The Online-Bibliography at Bonn University has added a new feature: BA, MA and diploma theses can now be offered in full as downloads, if the author so wishes. A similar repository was previously only accessible for registered users; now, any visitor to the site can read all the theses on offer. (Entering data sets into the bibliography and uploading new papers still requires registration, though.)
The feature launches with two theses already online. Joachim Trinkwitz, the database’s founder and main organizer, hopes that many others will follow. Older theses and recent work are equally welcome.
The same feature also allows users to post other papers, articles and books, for which the authors have retained or regained the rights to an online publication. Of course, the database also continues to support links to papers hosted elsewhere.
If this is the first you have heard about the Bonn Online Bibliography for Comics Studies, here is some basic information: The database differs from other projects in Germany, such as the Frankfurt Institut für Jugendbuchforschung (Department for Young Literature) or the Hamburg Arbeitsstelle für Graphische Literatur (Laboratory for Graphic Literature), which list only the resources available in their respective libraries. Instead, the Bonn Online Bibliography aims for a complete list of all contributions to comics studies, comparable to the MLA Bibliography for Literature and Linguistics, or the German BDSL (Bibliographie der deutschen Sprach- und Literaturwissenschaft). The only truly similar project we know of so far is the American ComicsResearch.org; however, the Bonn Online Bibliography adds articles in journals as well as in edited volumes, and offers a broader choice of functions for keywords, linkage, and other research instruments. The most important of these is the possibility to add reviews and commentaries to each title, which might eventually turn the database into a bibliographie raisonnée. (I have in the past based introductory sessions to my courses on this function, asking each student to summarize and critically reflect upon one title of their choice.)
Of course, a single person can’t cover the whole ground for which the database is intended. So everyone interested in supporting the venture is welcome to point out any missing entries, or sign up for registration and add entries themselves.
Here are some statistics: The database currently lists 1464 titles in German, 3618 in English, 131 in French, 29 in Italian and 26 in Spanish, as well as a total of 92 in Scandinavian languages. This clearly shows major gaps in the rich area of French research; additions on this front are thus especially welcome.
The entries are cross-referenced for the titles of books and series they treat, for authors’ and artists’ names, for country, genre, topics etc. The most frequent keyword is — somewhat predictably — “Superheld” (626 titles), followed closely by “manga” (504). The most frequently treated comic series or books are either “Maus” or “Batman” (at 121 each), leaving “Superman” well behind (95). For European titles, “Tintin” is in front, while among German titles top billing goes, perhaps surprisingly, to “Leben? oder Theater?”. This book was authored by Charlotte Salomon, a Jewish author murdered in Auschwitz in 1943. Some might not consider the form to be strictly that of a comic book at all; the bibliography lists it as a sequential text-image-combination under “Randformen des Comics”, ‘outliers’. 34 listed contributions deal with this text, placing it at #8 in the international charts. German comics are dealt with in 389 listed titles altogether, compared to 594 dealing with Japanese publications, and a much greater number dealing with US productions, which are still being indexed.
A quick summary bullet-point style:
- currently lists more than 5300 monographies, journal articles and chapters in edited volumes;
- every title is indexed by one or more keywords, many include abstracts, publication data or tables of content; texts that are available online are linked by URL or DOI (the latter usually leads to paywalls);
- all titles are cross-referenced several times over (by names, journal, volume, keywords, publishers, etc.);
- many research functions allow for a detailed search in any or all of these dimensions;
- researched titles can be added to personal lists online and downloaded in various formats (RTF, BibTeX, RIS, XML, …), adapted to standard bibliographic formats such as MLA or Chicago Style, or to self-defined other formats;
- an RSS-feed offers up-to-date information on new entries and changes;
- registered users can add new entries, commentaries and excerpts (public or private), assemble their own bibliographies for specific topics and make these accessible to specific user groups (I often do this for my own courses);
- and given the author’s permission, texts can be made available in full for download.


> [What you have to do]:
Scan the entries below, and for each line that includes the word "pixels", make a copy.

> [Source information]:

=== Begin Enclosure ===

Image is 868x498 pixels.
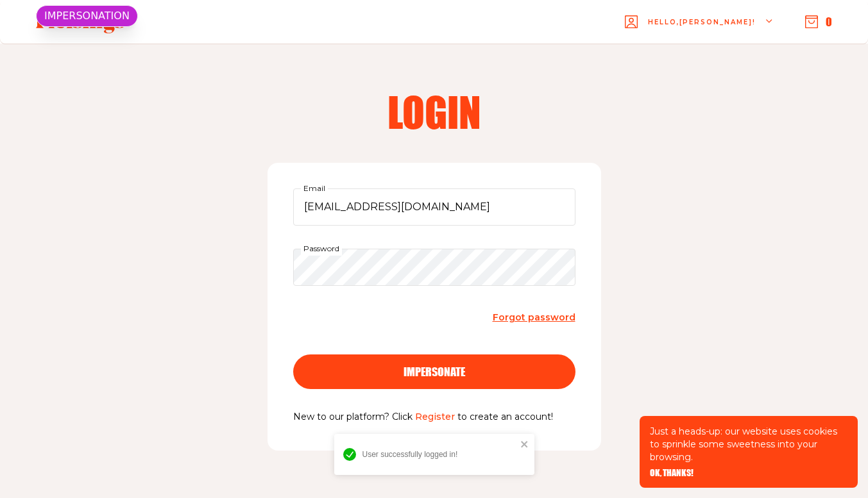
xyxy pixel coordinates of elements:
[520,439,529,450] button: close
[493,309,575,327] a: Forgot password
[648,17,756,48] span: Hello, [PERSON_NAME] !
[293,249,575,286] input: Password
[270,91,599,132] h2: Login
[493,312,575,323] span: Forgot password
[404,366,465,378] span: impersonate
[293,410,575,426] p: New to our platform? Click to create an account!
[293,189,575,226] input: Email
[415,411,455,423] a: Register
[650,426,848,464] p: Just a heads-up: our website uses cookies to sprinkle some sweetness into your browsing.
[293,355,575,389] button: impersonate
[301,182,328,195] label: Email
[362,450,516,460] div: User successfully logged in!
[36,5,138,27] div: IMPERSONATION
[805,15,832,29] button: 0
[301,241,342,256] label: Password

=== End Enclosure ===
=== Begin Enclosure ===

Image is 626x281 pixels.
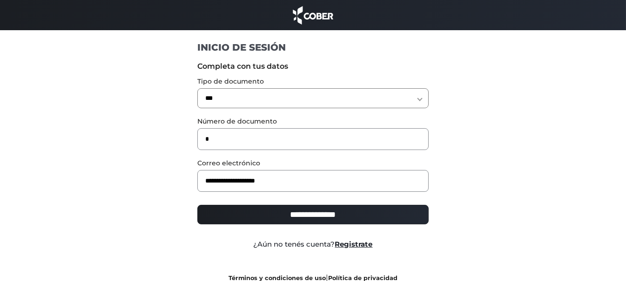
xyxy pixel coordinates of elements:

=== End Enclosure ===

> [Written response]:
Image is 868x498 pixels.
Image is 626x281 pixels.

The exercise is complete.